Limitations & Future Work

  • Discriminative methods still substantially outperform Toto on most recognition tasks (e.g., DINO 80.1% vs. Toto 75.3%).
  • Tokenizer quality becomes a performance bottleneck, as dVAE reconstruction quality is limited.
  • Inter-frame redundancy in videos reduces the information density of training data, potentially necessitating more intelligent frame sampling strategies.
  • Design choices are validated only on ImageNet classification and may not generalize to dense prediction tasks.
  • Scaling efficiency is slower than language models, requiring substantially more compute to achieve comparable gains.
  • vs. iGPT: Toto replaces pixels with tokens, achieving better scaling efficiency (1.1B vs. 6.8B parameters for similar performance).

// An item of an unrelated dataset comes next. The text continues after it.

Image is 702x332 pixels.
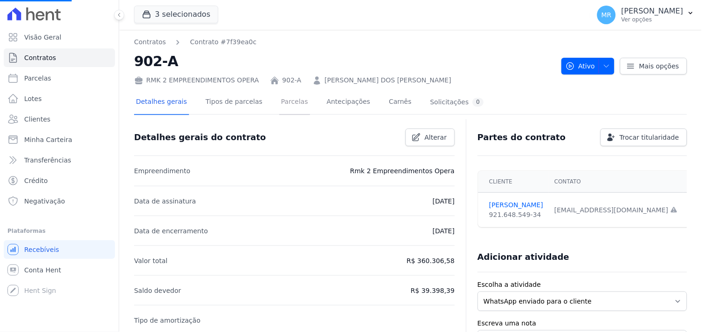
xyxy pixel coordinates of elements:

  • vs. MAE: MAE employs masked autoencoding rather than autoregressive modeling; its encoder–decoder structure places optimal representations at the top of the encoder, whereas Toto finds optimal representations at intermediate layers of a decoder-only model.
  • vs. AIM: AIM uses CLIP-filtered data, indirectly introducing supervisory signals; Toto is fully unsupervised.

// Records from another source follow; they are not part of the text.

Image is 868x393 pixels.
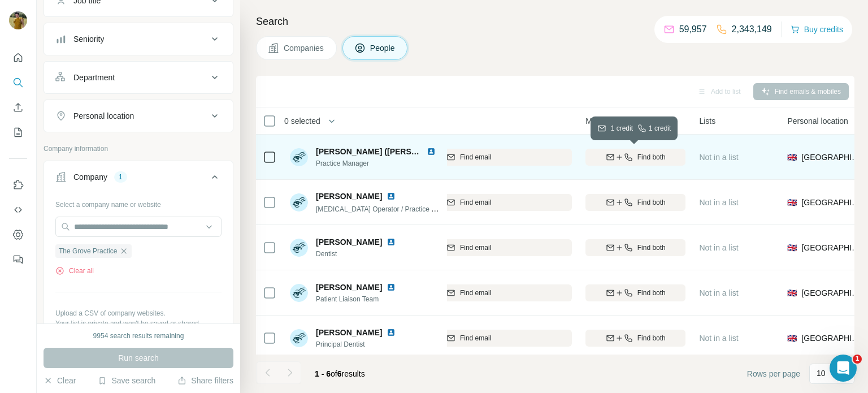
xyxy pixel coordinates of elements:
span: 🇬🇧 [788,197,797,208]
span: Not in a list [699,198,738,207]
div: Company [74,171,107,182]
span: Find both [638,288,666,298]
img: Avatar [290,193,308,211]
span: Find both [638,152,666,162]
span: Not in a list [699,334,738,343]
button: Seniority [44,25,233,52]
span: Find both [638,198,666,208]
img: Avatar [9,11,27,30]
img: Avatar [290,329,308,348]
button: Find email [366,194,572,211]
span: Find both [638,333,666,343]
button: Enrich CSV [9,97,27,118]
div: Department [74,72,115,83]
span: [PERSON_NAME] [316,327,382,338]
img: LinkedIn logo [387,237,395,246]
span: Find both [638,243,666,253]
p: Upload a CSV of company websites. [56,308,221,319]
span: 6 [338,370,342,379]
button: Save search [98,375,155,386]
div: Select a company name or website [56,195,221,210]
span: People [370,43,396,54]
span: Not in a list [699,153,738,162]
span: Companies [284,43,325,54]
img: LinkedIn logo [387,283,395,292]
span: [MEDICAL_DATA] Operator / Practice Administrator [316,204,471,213]
p: 10 [817,368,826,379]
span: [GEOGRAPHIC_DATA] [801,151,862,163]
img: Avatar [290,284,308,302]
button: Find both [585,240,686,256]
button: Find both [585,284,686,301]
img: LinkedIn logo [387,328,395,337]
p: 59,957 [680,23,707,36]
p: Your list is private and won't be saved or shared. [56,319,221,329]
button: Use Surfe API [9,200,27,220]
button: Department [44,64,233,91]
button: Find email [366,240,572,256]
button: Share filters [177,375,233,386]
span: 🇬🇧 [788,151,797,163]
span: [GEOGRAPHIC_DATA] [801,242,862,253]
button: Clear [43,375,76,386]
span: 1 - 6 [315,370,331,379]
span: 0 selected [284,116,321,127]
h4: Search [256,14,855,30]
span: Find email [460,198,491,208]
button: Find both [585,149,686,166]
img: Avatar [290,148,308,167]
span: Not in a list [699,243,738,253]
span: Practice Manager [316,158,440,169]
button: Personal location [44,103,233,129]
div: 1 [114,172,127,182]
button: Buy credits [791,21,843,37]
p: 2,343,149 [732,23,772,36]
span: Lists [699,116,716,127]
button: Find both [585,330,686,347]
button: Search [9,72,27,93]
button: Feedback [9,249,27,270]
button: Dashboard [9,224,27,245]
p: Company information [43,144,233,154]
span: [GEOGRAPHIC_DATA] [801,332,862,344]
span: Find email [460,333,491,343]
button: Clear all [56,266,94,276]
span: results [315,370,365,379]
span: Not in a list [699,288,738,297]
button: Find email [366,284,572,301]
span: The Grove Practice [58,246,117,256]
button: My lists [9,123,27,142]
span: 🇬🇧 [788,288,797,299]
span: Find email [460,152,491,162]
span: 🇬🇧 [788,332,797,344]
span: [GEOGRAPHIC_DATA] [801,197,862,208]
span: Find email [460,243,491,253]
span: Find email [460,288,491,298]
span: Personal location [788,116,848,127]
span: Principal Dentist [316,339,400,350]
span: [PERSON_NAME] [316,282,382,293]
div: Personal location [74,110,134,122]
img: Avatar [290,239,308,257]
button: Find email [366,149,572,166]
button: Company1 [44,164,233,195]
span: Patient Liaison Team [316,294,400,304]
span: 1 [853,354,862,363]
button: Find email [366,330,572,347]
span: Company [239,116,273,127]
span: 🇬🇧 [788,242,797,253]
div: Seniority [74,33,104,45]
span: [PERSON_NAME] [316,191,382,202]
img: LinkedIn logo [387,192,395,201]
span: Mobile [585,116,609,127]
div: 9954 search results remaining [94,331,184,341]
button: Find both [585,194,686,211]
span: [PERSON_NAME] [316,237,382,248]
span: Rows per page [748,368,801,379]
button: Quick start [9,47,27,68]
span: [GEOGRAPHIC_DATA] [801,288,862,299]
img: LinkedIn logo [427,147,436,156]
iframe: Intercom live chat [830,354,857,382]
span: Dentist [316,249,400,259]
span: of [331,370,338,379]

  • vs. DINO: DINO achieves stronger recognition performance, but Toto's generative nature confers broader generality.

Rating

  • Novelty: ⭐⭐⭐ The methodological framework is relatively straightforward (video tokens + causal Transformer); the primary contribution lies in the systematic empirical investigation.
  • Experimental Thoroughness: ⭐⭐⭐⭐⭐ Covers six task categories—image recognition, video classification, action anticipation, tracking, object permanence, and robot manipulation—with thorough ablation of design choices.
  • Writing Quality: ⭐⭐⭐⭐ Logically structured with rigorous experimental design, though the presentation of methodological novelty is limited.
  • Value: ⭐⭐⭐⭐ Provides important empirical reference for visual autoregressive models; the scaling law analysis offers meaningful guidance to the research community.